Sunday, August 9, 2009

Lessons of a Stress Fracture


"It's just a tiny stress fracture," I heard myself saying on several occasions to people who asked about the Aircast I'm hobbling around in these days. "There's a really small crack in a really tiny bone on the bottom of my foot. I could barely see it in the X-ray."

The truth is, I had lived with and walked on this stress fracture for more than a week before even calling the orthopedist's office for an appointment. I knew weird and uncomfortable things were going on in my foot, especially when I was walking for exercise, and especially doing the hilly part of the neighborhood, and at the end of the day.

I thought it had to do with my new sneakers, just a few weeks old, purchased to replace my beaten-down old ones and to support my increased walking routine. I had even thought of going back to the athletic shoe store rather than the doctor to see about some different insoles for the shoes. David was the one who nixxed that idea and suggested I really ought to call the doctor.

Even so, I saw no reason to insist on an appointment right away; after all, it probably just had to do with my new shoes, right? So I waited for an appointment in a couple of weeks and kept on walking. Only I started to find my foot hurting enough at the end of each day to start elevating it and applying ice.

I know it may sound kind of stupid, but I have to say it took me more than a week after seeing the X-ray and learning I had a stress fracture, more than a week of acting as if the Aircast meant I could still do most everything I usually do, only a lot slower, before I realized this wasn't working at all. My foot still felt terrible, especially at the end of the day. Some days I even thought it felt worse than before.

So then I backed up a bit and took stock, checked in with myself more honestly. Here's the part that may sound really stupid: for more than a week I acted as if the more important half of the term "stress fracture" was the word "stress" rather than the word "fracture", as if a stress fracture is more about stress (subtext: and only wimps get over-stressed just from walking more--I mean, please!) than about a broken bone. I even looked it up on "Web MD"!

Here's what my computer's "New Oxford American Dictionary" says about "stress fracture": "a fracture of a bone caused by repeated (rather than sudden) mechanical stress." It's really about the way the fracture happens rather than any value judgment on the fracture itself or on the character of the sufferer! (If I worked in medicine, would I be less quick to read moral content into a diagnosis?)

Ever so slowly I began to take that in. Every so slowly I realized that if I don't honestly pay attention to my foot and patiently listen to what it tells me, whether I like those messages or not, I am only going to delay the healing process and likely increase my frustration with not being able to walk and move around easily outdoors (and in) for weeks to come.

Whether I feel like a wimp or not because my bone broke while walking in my own neighborhood--rather than, say, falling from a rock climb or (as Bekah a few years ago) in a dramatic landing while dancing--is of no concern to my foot! And of course it's a big waste of time and energy anyway.

Happily now after a couple of days of listening better, of not asking too much of my foot to begin with, of adding an ace bandage to its support system, and of putting it up several times a day rather than only when it throbs I can actually believe that it might heal eventually!

How lovely to know that "pushing through pain" is not always the best option! How much more content I feel to be functioning more as a friend of my still amazing and irreplaceable body than as an adversary.

So it took me a while to learn these perhaps obvious lessons. That just gives me the chance to learn another one--not beating myself up over it. Better just to enjoy the hidden benefits of not being very able to handle those trips to the cellar to do laundry, and other assorted pleasures!

And maybe it's time to break out the vari-colored Sharpies to decorate the bland, grey Aircast.

2 comments:

David Heald said...

Glad I played a part--if only a small one--in the learning process. No doubt, I will have to apply the same lessons someday. Good Luck, Dave!

Anonymous said...

Beautiful reflection once again, Sukie.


**Your task**
Using the data below, copy each line that includes the word "labels".

[Stored dataset items]

━━━━

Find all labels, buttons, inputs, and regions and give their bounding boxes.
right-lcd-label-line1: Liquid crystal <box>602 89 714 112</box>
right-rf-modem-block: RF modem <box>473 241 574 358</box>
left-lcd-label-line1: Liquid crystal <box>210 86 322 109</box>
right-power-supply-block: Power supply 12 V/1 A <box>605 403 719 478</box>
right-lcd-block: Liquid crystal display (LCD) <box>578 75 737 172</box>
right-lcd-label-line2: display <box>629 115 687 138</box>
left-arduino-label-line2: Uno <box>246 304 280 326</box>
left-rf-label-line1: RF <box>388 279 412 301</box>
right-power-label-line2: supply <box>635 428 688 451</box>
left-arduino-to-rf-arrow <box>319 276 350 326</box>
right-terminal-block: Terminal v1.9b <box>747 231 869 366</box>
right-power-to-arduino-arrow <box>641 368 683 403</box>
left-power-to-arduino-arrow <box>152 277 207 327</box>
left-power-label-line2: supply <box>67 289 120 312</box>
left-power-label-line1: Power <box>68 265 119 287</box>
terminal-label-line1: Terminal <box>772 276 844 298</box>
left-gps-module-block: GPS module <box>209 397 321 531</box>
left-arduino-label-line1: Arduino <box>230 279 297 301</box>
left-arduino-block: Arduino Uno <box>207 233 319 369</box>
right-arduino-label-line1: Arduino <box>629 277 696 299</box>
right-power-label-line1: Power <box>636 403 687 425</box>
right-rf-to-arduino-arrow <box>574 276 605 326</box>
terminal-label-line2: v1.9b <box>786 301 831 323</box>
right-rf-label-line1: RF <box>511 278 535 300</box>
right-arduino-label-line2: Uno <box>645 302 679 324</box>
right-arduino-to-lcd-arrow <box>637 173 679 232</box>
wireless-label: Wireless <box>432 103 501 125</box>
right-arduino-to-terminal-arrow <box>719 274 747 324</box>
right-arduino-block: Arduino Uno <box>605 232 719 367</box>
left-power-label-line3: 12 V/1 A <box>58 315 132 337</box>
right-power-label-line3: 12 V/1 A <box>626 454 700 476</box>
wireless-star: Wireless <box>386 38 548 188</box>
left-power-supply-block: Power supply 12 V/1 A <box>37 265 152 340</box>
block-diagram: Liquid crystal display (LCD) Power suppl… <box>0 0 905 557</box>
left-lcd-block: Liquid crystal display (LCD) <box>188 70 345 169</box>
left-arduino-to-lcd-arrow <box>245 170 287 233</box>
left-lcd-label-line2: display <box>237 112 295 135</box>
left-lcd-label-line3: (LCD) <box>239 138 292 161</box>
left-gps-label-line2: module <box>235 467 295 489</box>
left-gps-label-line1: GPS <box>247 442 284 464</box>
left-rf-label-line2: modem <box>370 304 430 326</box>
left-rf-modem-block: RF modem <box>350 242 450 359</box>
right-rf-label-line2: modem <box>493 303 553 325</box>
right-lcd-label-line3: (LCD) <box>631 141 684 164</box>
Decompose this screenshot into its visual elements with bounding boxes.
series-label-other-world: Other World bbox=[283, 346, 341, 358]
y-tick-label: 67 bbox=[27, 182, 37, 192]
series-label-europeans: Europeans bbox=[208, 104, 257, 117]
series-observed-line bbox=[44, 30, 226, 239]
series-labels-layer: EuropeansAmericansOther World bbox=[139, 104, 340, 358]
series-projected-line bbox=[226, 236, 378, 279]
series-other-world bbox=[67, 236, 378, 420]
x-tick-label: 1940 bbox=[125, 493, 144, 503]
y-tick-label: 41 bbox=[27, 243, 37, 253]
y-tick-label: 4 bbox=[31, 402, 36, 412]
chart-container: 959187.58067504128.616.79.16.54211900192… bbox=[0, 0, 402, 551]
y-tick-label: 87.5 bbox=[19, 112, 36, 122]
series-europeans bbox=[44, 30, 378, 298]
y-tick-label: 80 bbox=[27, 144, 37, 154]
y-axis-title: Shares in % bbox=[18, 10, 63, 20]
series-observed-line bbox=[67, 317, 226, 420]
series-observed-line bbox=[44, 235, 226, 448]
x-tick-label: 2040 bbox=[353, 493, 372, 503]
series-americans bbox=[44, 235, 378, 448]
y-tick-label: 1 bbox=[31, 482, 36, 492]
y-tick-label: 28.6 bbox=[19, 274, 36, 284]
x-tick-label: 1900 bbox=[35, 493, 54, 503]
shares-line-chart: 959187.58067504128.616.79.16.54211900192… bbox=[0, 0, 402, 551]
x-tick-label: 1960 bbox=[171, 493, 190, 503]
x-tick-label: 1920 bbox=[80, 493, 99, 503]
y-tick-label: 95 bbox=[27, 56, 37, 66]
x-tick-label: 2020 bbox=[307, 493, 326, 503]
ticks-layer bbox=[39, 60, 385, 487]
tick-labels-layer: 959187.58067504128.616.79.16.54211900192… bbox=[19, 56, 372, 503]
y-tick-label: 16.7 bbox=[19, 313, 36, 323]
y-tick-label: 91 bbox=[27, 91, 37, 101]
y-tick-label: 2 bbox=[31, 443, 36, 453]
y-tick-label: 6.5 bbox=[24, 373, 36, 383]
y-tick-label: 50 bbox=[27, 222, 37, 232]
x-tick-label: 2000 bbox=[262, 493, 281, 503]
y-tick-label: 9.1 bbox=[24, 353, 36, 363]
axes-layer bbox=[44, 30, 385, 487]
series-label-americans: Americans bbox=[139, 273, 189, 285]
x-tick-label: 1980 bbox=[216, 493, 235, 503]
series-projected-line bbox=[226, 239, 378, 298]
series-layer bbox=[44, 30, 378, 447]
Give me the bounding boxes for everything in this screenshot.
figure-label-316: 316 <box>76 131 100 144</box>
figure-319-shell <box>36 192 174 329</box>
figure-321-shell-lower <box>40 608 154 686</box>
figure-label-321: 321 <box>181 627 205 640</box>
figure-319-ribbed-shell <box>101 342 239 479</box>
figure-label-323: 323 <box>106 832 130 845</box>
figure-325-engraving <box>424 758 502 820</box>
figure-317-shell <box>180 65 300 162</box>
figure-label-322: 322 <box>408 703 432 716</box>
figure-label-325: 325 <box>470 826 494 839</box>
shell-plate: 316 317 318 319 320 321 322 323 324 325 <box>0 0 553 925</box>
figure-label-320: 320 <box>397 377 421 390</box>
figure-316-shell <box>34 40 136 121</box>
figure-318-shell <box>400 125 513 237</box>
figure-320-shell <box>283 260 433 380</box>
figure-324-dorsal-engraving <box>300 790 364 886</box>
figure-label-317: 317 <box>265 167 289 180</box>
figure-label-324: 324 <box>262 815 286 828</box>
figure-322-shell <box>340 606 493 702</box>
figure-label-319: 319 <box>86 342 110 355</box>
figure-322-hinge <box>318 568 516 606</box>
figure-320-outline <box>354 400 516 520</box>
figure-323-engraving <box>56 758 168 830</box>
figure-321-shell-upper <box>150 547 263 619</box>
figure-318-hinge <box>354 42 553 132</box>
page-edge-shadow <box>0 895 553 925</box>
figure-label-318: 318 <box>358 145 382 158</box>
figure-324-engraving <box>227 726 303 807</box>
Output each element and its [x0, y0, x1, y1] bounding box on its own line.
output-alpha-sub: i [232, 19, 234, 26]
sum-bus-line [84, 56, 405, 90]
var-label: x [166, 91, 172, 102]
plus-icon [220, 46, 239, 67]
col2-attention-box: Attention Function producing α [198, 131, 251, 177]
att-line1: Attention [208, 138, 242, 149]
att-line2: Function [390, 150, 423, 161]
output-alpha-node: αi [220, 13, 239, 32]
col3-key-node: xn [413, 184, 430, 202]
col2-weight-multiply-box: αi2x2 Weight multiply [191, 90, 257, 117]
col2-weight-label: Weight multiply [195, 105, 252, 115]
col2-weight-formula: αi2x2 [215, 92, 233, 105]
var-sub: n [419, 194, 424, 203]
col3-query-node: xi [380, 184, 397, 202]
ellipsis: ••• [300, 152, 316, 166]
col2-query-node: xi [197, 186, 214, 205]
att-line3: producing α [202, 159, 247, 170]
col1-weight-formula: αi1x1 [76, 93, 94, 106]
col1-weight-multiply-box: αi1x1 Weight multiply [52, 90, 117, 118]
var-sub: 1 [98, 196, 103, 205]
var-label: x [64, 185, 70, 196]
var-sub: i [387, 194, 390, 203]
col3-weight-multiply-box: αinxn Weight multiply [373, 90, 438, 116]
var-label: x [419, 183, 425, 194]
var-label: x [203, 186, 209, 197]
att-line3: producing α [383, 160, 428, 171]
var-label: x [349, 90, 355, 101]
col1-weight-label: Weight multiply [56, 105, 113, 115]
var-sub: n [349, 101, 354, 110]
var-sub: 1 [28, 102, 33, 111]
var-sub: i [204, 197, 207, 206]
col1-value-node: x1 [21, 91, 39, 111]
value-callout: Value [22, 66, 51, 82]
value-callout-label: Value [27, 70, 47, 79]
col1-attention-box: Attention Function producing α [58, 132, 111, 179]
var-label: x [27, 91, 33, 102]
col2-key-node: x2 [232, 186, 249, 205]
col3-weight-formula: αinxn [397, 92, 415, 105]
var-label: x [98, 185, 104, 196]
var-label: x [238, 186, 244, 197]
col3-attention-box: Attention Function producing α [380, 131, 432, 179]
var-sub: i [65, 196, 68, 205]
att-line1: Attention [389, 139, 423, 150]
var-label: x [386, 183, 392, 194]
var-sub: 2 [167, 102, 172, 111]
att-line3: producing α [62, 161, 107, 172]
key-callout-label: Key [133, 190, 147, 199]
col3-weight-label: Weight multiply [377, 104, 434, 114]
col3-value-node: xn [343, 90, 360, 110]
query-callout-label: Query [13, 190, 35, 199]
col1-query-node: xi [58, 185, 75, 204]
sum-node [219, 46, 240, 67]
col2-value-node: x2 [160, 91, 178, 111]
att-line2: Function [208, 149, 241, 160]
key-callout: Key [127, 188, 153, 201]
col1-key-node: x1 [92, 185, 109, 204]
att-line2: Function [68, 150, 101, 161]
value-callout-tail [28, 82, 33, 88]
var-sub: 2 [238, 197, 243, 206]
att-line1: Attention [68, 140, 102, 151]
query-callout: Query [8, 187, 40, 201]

━━━━

**Output of the exercise**
Find all labels, buttons, inputs, and regions and give their bounding boxes.
series-labels-layer: EuropeansAmericansOther World bbox=[139, 104, 340, 358]
tick-labels-layer: 959187.58067504128.616.79.16.54211900192… bbox=[19, 56, 372, 503]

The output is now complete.